Hospital doctors (who undoubtedly also work extremely hard) have to clock in and clock out, and are shooed off the premises by paternal management if there’s the remotest risk of them exceeding their allotted hours. Any failure in ‘service provision’ in hospital practice is the fault of ‘the system’: no-one is held personally to account. Overspill is dealt with by the night shift, or shunted into next week’s clinic.

There is no obvious or easy solution to this. Even the DoH has acknowledged that GP burnout is a serious issue driving premature retirement. We obviously need more GPs, but it’s a pretty hopeless task recruiting them when the workload is so onerous; and those who do join won’t take on a full-time role. We can’t ease the burden by converting GPs to regular NHS employees as the EWTD would kick in with immediate (and calamitous) effect (not to mention a UKIP piranha frenzy).
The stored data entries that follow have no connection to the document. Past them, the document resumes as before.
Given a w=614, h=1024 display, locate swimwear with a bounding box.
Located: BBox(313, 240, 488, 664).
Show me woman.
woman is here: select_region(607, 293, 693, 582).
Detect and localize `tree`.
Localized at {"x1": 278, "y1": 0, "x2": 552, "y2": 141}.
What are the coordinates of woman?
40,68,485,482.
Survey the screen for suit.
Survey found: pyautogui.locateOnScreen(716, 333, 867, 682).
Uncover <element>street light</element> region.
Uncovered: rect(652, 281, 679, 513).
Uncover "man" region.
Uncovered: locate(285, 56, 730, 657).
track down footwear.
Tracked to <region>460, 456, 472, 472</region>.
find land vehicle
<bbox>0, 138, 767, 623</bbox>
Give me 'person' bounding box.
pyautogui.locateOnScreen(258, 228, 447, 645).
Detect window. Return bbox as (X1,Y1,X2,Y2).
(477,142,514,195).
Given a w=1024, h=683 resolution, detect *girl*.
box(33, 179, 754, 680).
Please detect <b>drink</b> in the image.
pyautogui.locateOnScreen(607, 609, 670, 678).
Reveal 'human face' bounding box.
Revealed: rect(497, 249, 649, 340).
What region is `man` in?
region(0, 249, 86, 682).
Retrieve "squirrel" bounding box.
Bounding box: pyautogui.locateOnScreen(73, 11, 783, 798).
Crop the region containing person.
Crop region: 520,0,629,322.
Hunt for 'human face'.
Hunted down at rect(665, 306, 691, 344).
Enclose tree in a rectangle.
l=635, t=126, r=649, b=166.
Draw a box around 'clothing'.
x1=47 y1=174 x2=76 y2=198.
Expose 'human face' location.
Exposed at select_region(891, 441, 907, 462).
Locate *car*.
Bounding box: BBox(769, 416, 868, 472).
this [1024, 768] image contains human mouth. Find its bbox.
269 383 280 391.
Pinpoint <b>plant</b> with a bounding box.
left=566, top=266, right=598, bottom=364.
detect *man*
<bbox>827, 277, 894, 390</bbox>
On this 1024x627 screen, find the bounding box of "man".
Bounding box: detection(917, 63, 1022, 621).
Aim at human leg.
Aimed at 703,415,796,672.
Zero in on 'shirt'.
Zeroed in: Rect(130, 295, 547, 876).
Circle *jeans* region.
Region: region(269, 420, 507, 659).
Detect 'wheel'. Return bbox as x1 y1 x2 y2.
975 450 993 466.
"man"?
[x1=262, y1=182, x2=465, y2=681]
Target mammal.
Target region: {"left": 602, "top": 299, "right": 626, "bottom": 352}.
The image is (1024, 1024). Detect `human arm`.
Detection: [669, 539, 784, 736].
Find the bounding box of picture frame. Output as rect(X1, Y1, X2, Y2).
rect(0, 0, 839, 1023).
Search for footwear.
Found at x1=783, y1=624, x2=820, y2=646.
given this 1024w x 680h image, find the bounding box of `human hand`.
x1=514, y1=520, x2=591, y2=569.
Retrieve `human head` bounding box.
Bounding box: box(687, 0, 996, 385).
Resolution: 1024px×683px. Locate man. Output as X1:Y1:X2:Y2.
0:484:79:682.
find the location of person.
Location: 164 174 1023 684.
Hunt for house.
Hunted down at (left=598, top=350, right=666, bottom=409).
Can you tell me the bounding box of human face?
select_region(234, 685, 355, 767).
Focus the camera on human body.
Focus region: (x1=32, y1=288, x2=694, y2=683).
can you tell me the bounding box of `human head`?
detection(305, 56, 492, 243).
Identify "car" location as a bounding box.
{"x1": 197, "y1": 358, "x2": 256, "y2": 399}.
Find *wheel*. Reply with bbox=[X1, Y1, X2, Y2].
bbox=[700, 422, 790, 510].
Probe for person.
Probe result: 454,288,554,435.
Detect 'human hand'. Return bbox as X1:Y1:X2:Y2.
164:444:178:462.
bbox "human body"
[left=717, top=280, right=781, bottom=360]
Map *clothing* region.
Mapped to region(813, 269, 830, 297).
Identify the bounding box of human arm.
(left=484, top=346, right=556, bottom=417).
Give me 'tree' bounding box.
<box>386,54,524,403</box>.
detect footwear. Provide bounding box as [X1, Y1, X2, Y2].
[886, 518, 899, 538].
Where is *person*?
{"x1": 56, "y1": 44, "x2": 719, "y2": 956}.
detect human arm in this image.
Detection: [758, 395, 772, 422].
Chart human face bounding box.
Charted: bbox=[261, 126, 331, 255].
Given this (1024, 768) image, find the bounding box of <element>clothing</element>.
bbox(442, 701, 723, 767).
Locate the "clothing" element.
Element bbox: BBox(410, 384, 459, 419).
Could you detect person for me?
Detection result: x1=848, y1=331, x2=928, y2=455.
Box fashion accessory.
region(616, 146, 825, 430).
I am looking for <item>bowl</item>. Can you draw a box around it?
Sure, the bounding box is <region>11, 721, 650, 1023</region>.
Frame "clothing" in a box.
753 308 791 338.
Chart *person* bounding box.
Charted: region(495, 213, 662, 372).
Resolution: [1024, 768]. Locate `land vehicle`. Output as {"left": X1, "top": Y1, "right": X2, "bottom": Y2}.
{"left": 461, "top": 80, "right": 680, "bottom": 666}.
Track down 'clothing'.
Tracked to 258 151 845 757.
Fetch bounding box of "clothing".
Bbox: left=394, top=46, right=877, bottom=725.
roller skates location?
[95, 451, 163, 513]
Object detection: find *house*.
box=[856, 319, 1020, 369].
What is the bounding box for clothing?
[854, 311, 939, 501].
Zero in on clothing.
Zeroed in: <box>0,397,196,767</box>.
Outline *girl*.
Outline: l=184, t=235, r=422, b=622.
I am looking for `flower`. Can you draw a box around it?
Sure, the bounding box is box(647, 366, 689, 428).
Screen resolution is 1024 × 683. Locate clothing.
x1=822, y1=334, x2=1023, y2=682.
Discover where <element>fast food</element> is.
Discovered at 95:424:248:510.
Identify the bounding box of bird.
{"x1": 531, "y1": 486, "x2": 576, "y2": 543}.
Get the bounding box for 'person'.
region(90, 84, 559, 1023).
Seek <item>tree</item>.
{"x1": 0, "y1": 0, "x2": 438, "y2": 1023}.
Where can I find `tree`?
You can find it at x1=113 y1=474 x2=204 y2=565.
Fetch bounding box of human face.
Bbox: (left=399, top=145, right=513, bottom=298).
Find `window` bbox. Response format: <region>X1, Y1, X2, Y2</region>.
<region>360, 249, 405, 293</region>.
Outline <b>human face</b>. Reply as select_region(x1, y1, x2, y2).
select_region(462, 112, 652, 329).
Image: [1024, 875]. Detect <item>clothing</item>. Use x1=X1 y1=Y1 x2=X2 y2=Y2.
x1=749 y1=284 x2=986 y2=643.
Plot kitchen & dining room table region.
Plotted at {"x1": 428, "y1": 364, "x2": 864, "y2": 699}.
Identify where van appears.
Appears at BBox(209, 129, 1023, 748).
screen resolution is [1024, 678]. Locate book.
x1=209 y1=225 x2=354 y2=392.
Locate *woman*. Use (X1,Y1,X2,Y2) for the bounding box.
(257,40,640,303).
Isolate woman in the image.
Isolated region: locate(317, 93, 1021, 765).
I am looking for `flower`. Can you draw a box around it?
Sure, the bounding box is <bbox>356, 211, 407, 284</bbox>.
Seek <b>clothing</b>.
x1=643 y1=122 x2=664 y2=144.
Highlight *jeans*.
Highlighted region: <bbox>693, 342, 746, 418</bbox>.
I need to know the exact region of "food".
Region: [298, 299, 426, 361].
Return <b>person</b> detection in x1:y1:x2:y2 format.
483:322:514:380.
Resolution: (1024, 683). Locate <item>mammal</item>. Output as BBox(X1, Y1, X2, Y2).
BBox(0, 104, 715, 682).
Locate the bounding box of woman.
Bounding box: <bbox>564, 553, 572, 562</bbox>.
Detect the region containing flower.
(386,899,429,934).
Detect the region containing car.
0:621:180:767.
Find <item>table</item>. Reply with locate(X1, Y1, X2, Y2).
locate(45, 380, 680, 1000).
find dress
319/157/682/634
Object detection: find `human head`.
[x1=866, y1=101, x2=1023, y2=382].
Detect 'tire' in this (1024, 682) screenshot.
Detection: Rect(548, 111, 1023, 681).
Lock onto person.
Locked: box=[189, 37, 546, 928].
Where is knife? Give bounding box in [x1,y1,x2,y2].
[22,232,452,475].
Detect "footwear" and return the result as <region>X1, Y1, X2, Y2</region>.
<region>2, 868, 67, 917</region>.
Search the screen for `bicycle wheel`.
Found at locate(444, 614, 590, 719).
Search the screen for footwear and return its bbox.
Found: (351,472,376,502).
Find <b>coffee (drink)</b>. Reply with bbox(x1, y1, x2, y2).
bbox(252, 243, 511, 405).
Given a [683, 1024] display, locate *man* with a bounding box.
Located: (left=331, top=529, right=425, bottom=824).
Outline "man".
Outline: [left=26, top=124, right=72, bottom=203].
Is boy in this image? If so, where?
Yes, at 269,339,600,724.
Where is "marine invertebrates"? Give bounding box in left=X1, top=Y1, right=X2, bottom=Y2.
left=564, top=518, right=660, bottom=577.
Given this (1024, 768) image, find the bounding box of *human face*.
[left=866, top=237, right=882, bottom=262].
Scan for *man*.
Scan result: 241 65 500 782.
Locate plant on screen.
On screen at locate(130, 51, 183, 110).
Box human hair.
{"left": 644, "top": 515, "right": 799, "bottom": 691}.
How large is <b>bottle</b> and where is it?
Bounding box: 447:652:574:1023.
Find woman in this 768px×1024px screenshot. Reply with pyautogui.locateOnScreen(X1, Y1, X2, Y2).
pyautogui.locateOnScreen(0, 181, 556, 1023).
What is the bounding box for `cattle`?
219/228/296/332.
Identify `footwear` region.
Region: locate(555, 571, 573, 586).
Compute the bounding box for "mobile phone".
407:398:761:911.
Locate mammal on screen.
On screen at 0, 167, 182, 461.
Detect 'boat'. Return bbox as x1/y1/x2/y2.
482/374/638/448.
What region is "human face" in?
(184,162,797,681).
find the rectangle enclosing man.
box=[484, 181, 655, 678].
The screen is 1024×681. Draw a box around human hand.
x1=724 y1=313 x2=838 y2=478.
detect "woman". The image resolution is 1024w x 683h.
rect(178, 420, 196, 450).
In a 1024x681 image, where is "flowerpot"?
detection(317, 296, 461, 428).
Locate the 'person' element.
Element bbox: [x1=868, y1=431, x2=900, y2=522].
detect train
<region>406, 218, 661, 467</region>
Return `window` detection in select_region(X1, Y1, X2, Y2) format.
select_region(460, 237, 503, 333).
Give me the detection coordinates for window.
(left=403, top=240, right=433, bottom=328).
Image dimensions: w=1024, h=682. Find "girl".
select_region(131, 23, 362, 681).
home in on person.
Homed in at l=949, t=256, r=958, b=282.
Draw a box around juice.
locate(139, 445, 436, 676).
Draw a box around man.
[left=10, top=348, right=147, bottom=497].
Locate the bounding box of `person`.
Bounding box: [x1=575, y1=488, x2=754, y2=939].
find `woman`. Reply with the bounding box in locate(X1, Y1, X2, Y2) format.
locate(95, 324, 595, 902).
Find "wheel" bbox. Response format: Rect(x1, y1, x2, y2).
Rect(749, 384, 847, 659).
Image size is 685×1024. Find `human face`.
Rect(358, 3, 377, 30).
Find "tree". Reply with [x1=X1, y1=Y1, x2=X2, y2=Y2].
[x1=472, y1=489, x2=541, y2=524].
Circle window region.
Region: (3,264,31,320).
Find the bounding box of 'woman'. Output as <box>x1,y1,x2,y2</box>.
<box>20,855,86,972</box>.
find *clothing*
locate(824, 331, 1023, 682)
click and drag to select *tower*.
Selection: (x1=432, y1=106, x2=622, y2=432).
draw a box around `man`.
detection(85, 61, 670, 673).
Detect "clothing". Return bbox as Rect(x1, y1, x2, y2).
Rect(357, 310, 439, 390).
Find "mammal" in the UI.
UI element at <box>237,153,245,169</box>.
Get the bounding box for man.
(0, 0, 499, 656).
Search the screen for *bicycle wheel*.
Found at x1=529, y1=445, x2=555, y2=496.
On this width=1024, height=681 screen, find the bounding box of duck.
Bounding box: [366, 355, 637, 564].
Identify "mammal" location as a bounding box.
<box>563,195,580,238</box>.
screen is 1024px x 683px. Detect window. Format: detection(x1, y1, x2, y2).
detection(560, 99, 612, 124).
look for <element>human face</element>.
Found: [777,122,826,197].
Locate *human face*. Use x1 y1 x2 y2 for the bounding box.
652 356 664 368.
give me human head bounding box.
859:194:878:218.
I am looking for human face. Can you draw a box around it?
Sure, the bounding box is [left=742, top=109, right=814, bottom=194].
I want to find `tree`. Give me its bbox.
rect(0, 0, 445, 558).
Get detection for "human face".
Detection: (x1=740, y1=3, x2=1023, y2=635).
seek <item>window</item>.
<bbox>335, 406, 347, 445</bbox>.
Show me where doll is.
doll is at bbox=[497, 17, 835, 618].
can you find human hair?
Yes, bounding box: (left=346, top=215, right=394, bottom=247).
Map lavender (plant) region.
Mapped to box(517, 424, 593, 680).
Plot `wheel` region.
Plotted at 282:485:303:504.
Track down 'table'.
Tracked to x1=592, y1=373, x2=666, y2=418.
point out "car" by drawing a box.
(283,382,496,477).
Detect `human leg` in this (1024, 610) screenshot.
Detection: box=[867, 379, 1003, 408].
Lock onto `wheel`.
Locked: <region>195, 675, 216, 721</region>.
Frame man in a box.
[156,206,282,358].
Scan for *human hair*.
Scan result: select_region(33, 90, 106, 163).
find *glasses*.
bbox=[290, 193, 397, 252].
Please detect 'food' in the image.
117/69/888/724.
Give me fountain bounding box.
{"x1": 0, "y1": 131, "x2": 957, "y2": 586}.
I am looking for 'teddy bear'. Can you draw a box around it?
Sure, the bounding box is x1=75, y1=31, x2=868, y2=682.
So it’s a Catch 22: we can’t recruit enough GPs unless the workload eases, and we can’t ease the workload without more GPs.

But the DoH does have a solution in mind. What HMS Primary Care needs, they aver, is a good old-fashioned re-structuring. There’s nothing quite like an invigorating dawn jog around the deck to lift the spirits of midshipmen (and women), so GPs are being manoeuvred into collaborative working with neighbouring practices to offer seven-day working. The public appetite for appointments, it seems, can be satisfied by cutting the same-sized cake into smaller portions.

And Ed Miliband (to whom I refer in a non-partisan fashion) has reiterated his guarantee that anyone who wants a GP appointment (irrespective of urgency) will get one within 48 hours. And so the deckchairs of Primary Care restructuring meet the iceberg of GP self-employment. Waterlines can be ignored, but not without harrowing consequences.

If only politicians could agree that GP workload is at the root of this problem, and that until staffing levels improve no-one ought to ask them to provide more services than they perform already. It needs a moratorium on change to let them catch their breath. But with votes to win, the urge to make unrealisable promises is too great to resist. Or perhaps, like Dr Poulter, we should all just deny there’s any problem at all.

– – – – – – – – – –

P.S. Cynics have suggested (wrongly in my humble opinion) that General Practice is being deliberately torpedoed by the U-boats of marketisation, so that when it’s rusting away on the ocean floor a whole new Atlantis of utopian private provision will rise from the murky depths.

Whether this is true or not (and I don’t believe it is), another iceberg is looming. Those clapped-out, middle-aged, golf-obsessed GPs who are retiring in droves or swanning off to their villas in the Dordogne every other weekend are also, in very many cases, the owners or co-owners of their surgery premises. The new recruits who do join a practice are generally reluctant (in these uncertain times) to shackle themselves to premises ownership, and so the control of the very fabric of General Practice is slowly slipping out of practices’ hands.

If Primary Care does survive this recruitment iceberg, then premises ownership will be the next unavoidable glacial mass to strike starboard. I’ve already spied it from the crow’s nest, and it wouldn’t float away with a change of government.